◆ Instructions to follow
The line containing "This screenshot has height=495, width=868." marks the end, so write out exactly every line from the top of the entries below through that one.

◆ Excerpted data
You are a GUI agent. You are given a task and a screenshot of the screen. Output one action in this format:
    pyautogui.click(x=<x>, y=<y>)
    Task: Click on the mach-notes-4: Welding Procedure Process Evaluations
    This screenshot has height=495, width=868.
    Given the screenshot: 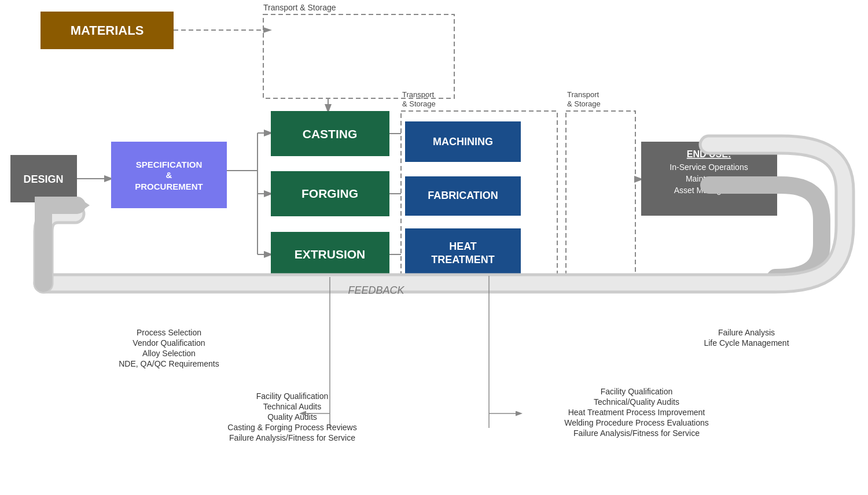 What is the action you would take?
    pyautogui.click(x=637, y=423)
    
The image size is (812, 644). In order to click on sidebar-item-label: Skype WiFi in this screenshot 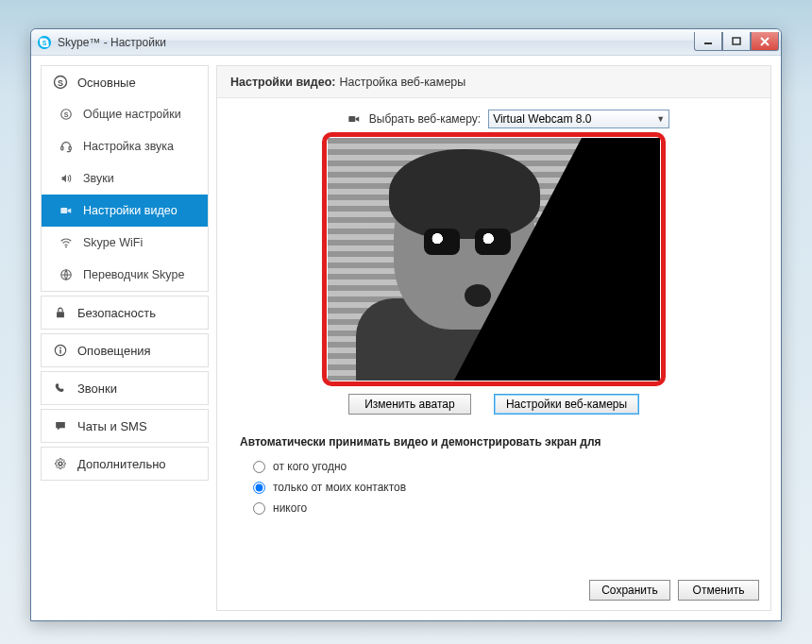, I will do `click(113, 243)`.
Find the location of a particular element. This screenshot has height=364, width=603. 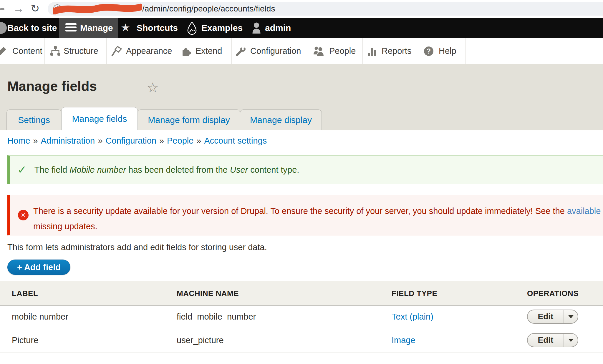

◆ Expected output
You are a GUI agent. You are given a task and a screenshot of the screen. Output one action in this format:
    pyautogui.click(x=<x>, y=<y>)
    Task: Click on the mach-notes-4: Welding Procedure Process Evaluations
    This screenshot has height=495, width=868.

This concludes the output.